BEGIN PROVIDED DATA

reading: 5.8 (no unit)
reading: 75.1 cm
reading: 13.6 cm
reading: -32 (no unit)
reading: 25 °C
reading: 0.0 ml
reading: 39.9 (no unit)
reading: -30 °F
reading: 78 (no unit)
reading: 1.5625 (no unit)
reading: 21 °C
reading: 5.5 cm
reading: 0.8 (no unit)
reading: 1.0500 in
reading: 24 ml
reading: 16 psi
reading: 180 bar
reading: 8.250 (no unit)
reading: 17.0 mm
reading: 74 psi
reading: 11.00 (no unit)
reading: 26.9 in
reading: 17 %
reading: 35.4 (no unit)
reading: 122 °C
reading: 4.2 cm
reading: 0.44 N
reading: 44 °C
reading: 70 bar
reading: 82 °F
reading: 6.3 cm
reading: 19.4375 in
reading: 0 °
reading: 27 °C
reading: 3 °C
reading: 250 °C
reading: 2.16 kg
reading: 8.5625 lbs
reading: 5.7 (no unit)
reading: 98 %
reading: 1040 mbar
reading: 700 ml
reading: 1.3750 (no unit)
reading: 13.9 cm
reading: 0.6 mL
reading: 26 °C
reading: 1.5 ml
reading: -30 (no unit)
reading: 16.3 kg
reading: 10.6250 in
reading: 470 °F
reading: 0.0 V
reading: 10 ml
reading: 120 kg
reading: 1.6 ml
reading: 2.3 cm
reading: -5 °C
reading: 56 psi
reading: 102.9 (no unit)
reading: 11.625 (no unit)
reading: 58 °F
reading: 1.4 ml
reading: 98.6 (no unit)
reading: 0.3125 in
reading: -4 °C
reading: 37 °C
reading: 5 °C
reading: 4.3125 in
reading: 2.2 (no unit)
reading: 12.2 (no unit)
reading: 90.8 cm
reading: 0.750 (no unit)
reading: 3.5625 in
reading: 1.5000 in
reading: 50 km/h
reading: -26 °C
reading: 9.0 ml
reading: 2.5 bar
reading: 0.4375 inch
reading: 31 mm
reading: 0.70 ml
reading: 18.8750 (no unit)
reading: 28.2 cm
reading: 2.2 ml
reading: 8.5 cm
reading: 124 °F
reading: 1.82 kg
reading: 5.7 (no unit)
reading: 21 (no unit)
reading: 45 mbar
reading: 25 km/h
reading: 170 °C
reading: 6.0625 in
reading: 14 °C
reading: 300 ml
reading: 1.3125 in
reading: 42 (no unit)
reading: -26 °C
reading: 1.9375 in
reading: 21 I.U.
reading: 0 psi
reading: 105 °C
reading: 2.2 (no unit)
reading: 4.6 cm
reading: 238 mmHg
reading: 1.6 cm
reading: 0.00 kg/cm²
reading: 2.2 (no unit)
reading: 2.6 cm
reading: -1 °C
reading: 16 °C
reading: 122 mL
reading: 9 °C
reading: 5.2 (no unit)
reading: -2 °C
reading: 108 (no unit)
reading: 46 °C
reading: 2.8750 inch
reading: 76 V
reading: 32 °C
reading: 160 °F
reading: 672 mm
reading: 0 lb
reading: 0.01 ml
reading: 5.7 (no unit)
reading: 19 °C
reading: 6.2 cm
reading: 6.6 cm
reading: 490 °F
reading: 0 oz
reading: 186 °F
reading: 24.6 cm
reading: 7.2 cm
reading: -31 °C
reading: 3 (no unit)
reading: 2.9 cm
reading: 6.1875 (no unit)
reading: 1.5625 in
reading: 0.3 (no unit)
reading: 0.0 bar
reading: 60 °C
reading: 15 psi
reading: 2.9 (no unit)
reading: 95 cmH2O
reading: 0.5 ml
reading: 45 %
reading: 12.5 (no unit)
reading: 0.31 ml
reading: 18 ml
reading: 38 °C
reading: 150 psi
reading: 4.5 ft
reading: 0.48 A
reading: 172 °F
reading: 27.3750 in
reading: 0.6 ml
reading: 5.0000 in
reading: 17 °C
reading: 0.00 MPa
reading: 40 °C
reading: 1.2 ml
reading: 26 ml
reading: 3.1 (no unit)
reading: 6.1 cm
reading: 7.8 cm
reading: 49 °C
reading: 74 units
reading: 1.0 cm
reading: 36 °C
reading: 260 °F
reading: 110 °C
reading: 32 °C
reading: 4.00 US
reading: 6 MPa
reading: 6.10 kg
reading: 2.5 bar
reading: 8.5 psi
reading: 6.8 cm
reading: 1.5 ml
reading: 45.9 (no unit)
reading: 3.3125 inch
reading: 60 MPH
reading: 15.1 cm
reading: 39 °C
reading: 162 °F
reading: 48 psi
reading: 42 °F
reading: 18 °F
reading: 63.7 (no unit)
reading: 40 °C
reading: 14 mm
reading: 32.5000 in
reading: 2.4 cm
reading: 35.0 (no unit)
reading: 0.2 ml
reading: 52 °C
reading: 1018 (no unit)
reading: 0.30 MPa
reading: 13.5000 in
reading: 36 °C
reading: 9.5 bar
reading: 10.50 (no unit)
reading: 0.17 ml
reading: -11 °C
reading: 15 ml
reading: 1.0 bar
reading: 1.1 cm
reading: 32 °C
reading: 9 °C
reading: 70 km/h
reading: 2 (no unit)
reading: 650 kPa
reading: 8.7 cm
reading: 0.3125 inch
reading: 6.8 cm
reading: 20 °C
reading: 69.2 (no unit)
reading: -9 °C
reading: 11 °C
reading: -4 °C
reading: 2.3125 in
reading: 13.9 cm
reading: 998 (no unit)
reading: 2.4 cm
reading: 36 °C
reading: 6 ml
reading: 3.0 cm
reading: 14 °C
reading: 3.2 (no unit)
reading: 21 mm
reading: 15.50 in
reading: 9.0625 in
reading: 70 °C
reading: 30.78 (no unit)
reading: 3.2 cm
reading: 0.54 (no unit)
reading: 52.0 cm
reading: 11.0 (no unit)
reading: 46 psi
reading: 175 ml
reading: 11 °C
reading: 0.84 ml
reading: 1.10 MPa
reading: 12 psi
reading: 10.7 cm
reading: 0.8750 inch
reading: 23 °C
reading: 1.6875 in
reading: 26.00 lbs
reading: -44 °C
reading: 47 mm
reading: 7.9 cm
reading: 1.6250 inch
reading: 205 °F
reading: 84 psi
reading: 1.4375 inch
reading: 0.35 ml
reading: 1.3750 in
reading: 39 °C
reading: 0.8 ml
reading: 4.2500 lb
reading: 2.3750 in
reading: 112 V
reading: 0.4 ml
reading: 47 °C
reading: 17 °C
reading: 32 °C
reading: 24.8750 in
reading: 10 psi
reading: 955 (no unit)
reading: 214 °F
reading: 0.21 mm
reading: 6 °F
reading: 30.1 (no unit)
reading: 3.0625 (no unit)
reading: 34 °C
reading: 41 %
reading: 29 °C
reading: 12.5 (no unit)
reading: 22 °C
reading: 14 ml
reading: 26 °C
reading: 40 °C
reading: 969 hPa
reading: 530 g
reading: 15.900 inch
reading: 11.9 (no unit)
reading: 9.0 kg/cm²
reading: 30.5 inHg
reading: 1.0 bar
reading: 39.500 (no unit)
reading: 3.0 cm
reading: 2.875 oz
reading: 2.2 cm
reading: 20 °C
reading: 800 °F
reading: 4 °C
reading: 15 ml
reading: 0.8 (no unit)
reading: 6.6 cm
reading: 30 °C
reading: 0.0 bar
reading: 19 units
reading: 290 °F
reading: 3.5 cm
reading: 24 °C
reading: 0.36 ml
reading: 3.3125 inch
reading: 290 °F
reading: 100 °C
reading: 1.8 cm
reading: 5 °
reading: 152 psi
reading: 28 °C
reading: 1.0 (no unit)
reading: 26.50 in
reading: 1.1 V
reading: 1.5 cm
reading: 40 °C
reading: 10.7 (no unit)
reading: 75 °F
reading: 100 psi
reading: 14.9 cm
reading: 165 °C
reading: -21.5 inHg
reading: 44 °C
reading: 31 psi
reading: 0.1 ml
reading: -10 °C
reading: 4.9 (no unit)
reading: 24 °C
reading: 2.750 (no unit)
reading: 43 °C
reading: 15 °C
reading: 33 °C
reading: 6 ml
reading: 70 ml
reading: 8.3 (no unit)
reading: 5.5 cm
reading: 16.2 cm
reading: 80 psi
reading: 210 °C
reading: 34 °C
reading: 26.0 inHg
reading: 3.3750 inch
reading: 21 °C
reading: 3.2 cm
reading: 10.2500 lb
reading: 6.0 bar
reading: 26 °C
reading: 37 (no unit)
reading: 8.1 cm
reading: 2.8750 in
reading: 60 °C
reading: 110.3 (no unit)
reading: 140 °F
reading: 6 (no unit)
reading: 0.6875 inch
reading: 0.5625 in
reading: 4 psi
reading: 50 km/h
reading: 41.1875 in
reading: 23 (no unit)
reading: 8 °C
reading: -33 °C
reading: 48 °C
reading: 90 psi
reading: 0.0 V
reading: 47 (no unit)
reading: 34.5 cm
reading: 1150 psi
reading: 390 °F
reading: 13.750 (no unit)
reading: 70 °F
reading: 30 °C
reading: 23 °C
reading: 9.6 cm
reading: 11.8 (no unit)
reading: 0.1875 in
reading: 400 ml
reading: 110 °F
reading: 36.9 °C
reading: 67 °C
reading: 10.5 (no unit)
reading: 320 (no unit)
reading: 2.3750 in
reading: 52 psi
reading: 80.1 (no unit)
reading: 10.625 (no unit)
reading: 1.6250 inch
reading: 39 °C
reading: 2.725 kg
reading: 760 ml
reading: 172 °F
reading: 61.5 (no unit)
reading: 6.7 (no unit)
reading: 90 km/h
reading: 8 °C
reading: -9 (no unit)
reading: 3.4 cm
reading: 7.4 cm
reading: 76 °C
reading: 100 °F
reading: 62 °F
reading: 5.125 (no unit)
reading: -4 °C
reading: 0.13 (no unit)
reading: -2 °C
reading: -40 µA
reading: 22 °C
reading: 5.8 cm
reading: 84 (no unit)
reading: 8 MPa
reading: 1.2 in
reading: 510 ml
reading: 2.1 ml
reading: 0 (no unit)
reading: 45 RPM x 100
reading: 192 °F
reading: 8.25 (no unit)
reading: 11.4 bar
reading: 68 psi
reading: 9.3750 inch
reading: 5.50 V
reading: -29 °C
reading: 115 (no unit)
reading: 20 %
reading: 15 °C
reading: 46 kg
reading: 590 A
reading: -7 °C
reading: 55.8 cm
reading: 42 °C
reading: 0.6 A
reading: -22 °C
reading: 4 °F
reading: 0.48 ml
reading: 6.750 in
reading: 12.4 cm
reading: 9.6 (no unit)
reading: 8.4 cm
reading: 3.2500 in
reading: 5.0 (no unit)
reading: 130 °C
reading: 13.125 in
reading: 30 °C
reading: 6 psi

END PROVIDED DATA

* [WHAT THE EXERCISE ASKS]
Everything from the first line of the records above through the line containing "reading: 1.82 kg" should be restated word for word; leave out all other lines.

* [TASK RESULT]
reading: 5.8 (no unit)
reading: 75.1 cm
reading: 13.6 cm
reading: -32 (no unit)
reading: 25 °C
reading: 0.0 ml
reading: 39.9 (no unit)
reading: -30 °F
reading: 78 (no unit)
reading: 1.5625 (no unit)
reading: 21 °C
reading: 5.5 cm
reading: 0.8 (no unit)
reading: 1.0500 in
reading: 24 ml
reading: 16 psi
reading: 180 bar
reading: 8.250 (no unit)
reading: 17.0 mm
reading: 74 psi
reading: 11.00 (no unit)
reading: 26.9 in
reading: 17 %
reading: 35.4 (no unit)
reading: 122 °C
reading: 4.2 cm
reading: 0.44 N
reading: 44 °C
reading: 70 bar
reading: 82 °F
reading: 6.3 cm
reading: 19.4375 in
reading: 0 °
reading: 27 °C
reading: 3 °C
reading: 250 °C
reading: 2.16 kg
reading: 8.5625 lbs
reading: 5.7 (no unit)
reading: 98 %
reading: 1040 mbar
reading: 700 ml
reading: 1.3750 (no unit)
reading: 13.9 cm
reading: 0.6 mL
reading: 26 °C
reading: 1.5 ml
reading: -30 (no unit)
reading: 16.3 kg
reading: 10.6250 in
reading: 470 °F
reading: 0.0 V
reading: 10 ml
reading: 120 kg
reading: 1.6 ml
reading: 2.3 cm
reading: -5 °C
reading: 56 psi
reading: 102.9 (no unit)
reading: 11.625 (no unit)
reading: 58 °F
reading: 1.4 ml
reading: 98.6 (no unit)
reading: 0.3125 in
reading: -4 °C
reading: 37 °C
reading: 5 °C
reading: 4.3125 in
reading: 2.2 (no unit)
reading: 12.2 (no unit)
reading: 90.8 cm
reading: 0.750 (no unit)
reading: 3.5625 in
reading: 1.5000 in
reading: 50 km/h
reading: -26 °C
reading: 9.0 ml
reading: 2.5 bar
reading: 0.4375 inch
reading: 31 mm
reading: 0.70 ml
reading: 18.8750 (no unit)
reading: 28.2 cm
reading: 2.2 ml
reading: 8.5 cm
reading: 124 °F
reading: 1.82 kg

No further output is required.